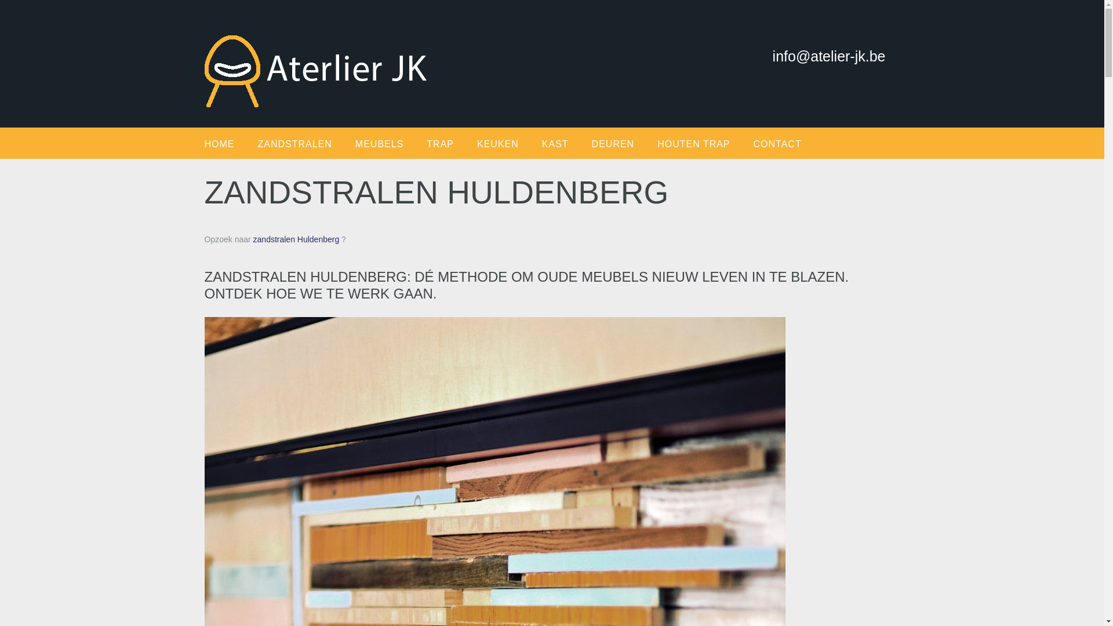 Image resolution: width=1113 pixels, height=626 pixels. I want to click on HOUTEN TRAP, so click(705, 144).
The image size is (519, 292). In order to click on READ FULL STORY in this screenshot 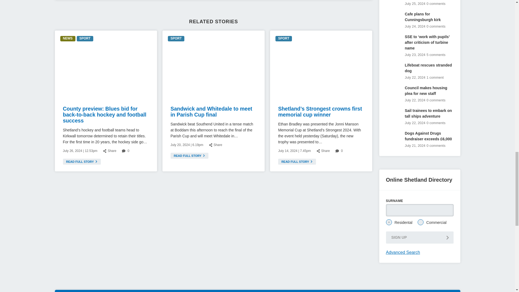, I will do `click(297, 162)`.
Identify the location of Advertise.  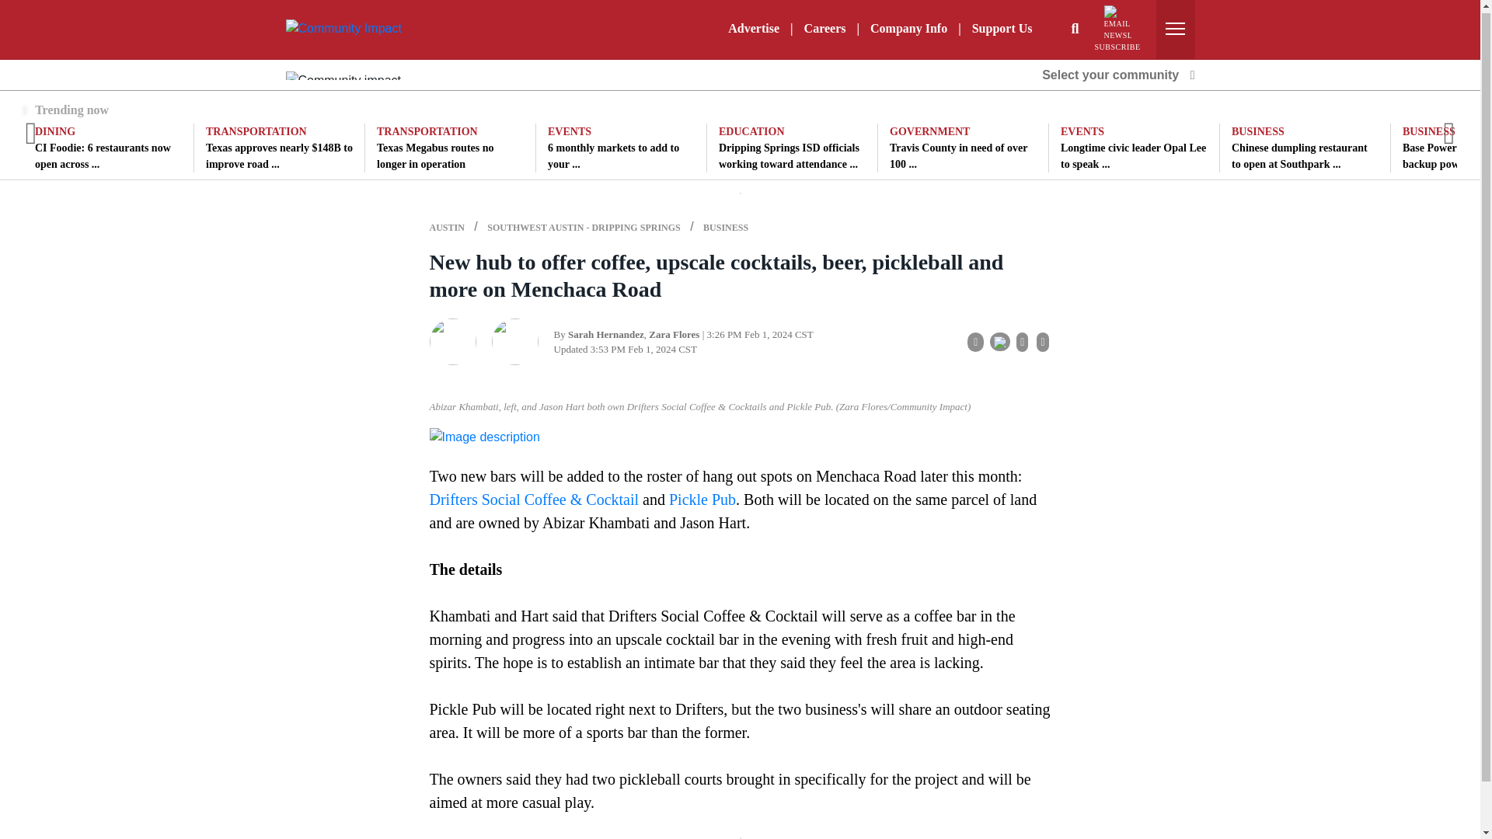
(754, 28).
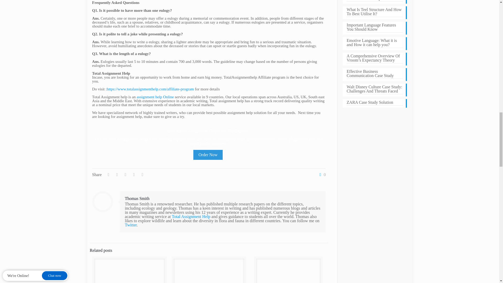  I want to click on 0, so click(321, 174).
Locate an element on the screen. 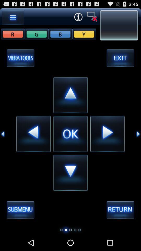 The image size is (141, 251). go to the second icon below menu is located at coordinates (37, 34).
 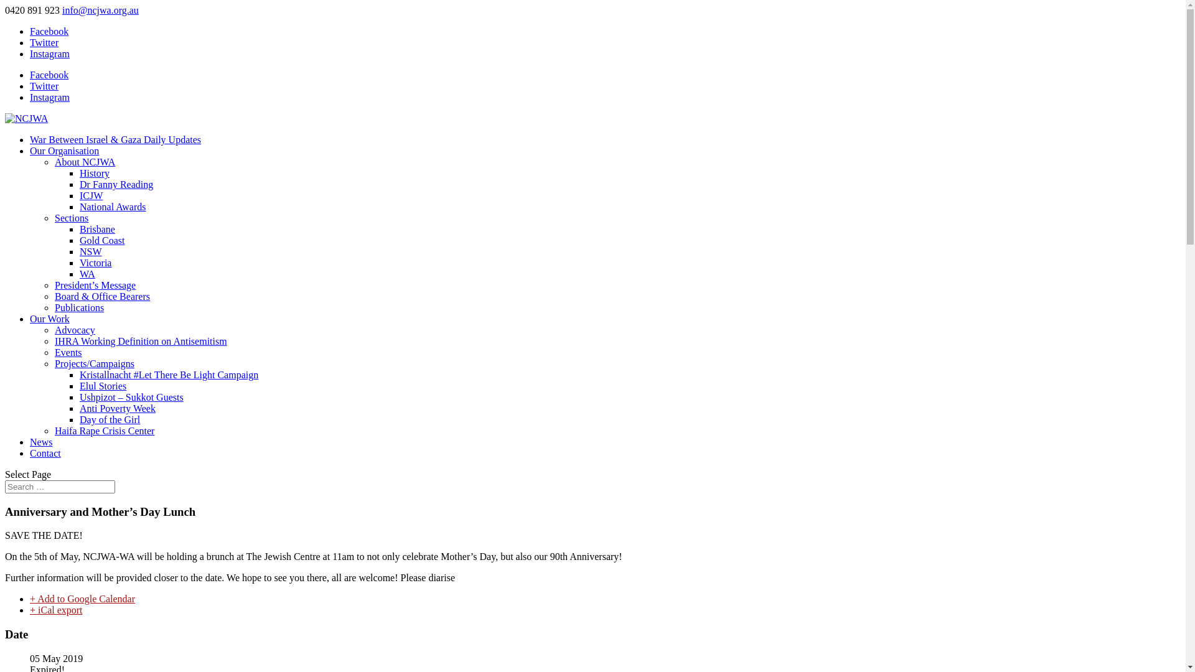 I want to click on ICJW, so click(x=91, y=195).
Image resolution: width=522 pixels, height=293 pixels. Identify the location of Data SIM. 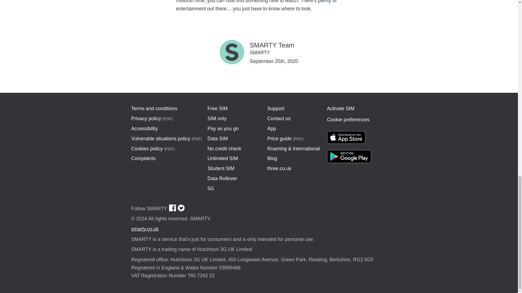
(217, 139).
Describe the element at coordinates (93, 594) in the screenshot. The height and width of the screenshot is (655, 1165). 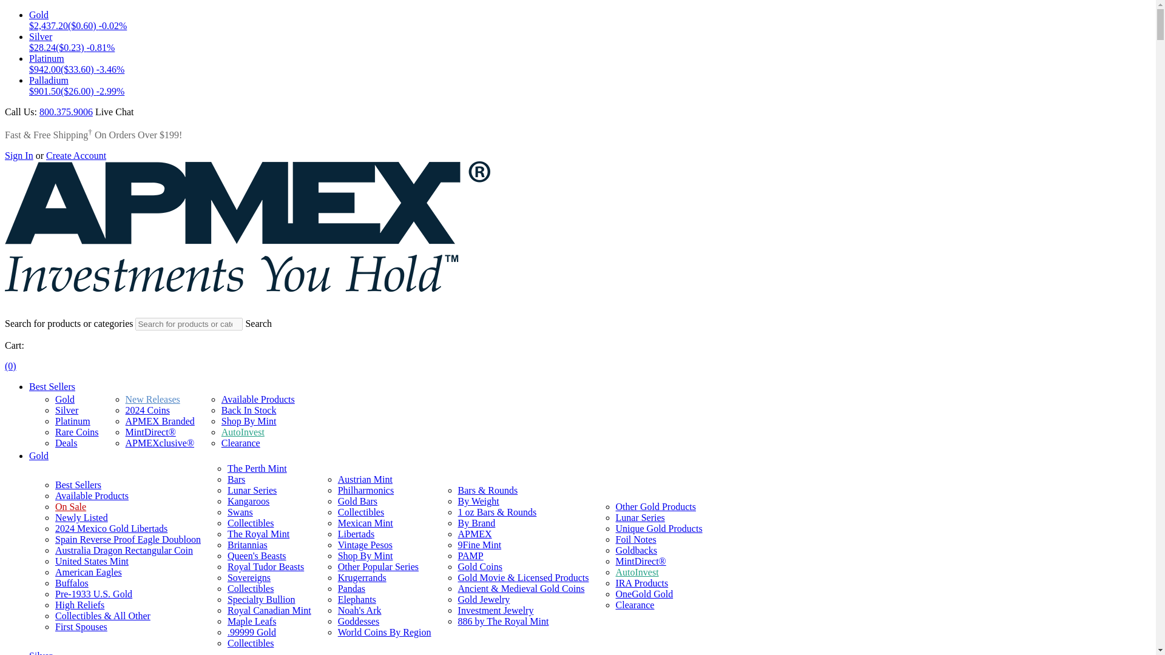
----------------------------------------
- **TASK GOAL**:
Pictures are to be left out; the answer must otherwise be exactly the lines from the one with "Image resolution: width=522" through the final line of the entries above, both included.

- **ANSWER TO THIS EXERCISE**:
Image resolution: width=522 pixels, height=293 pixels. Identify the location of Data SIM. 
(217, 139).
Describe the element at coordinates (93, 594) in the screenshot. The height and width of the screenshot is (655, 1165). 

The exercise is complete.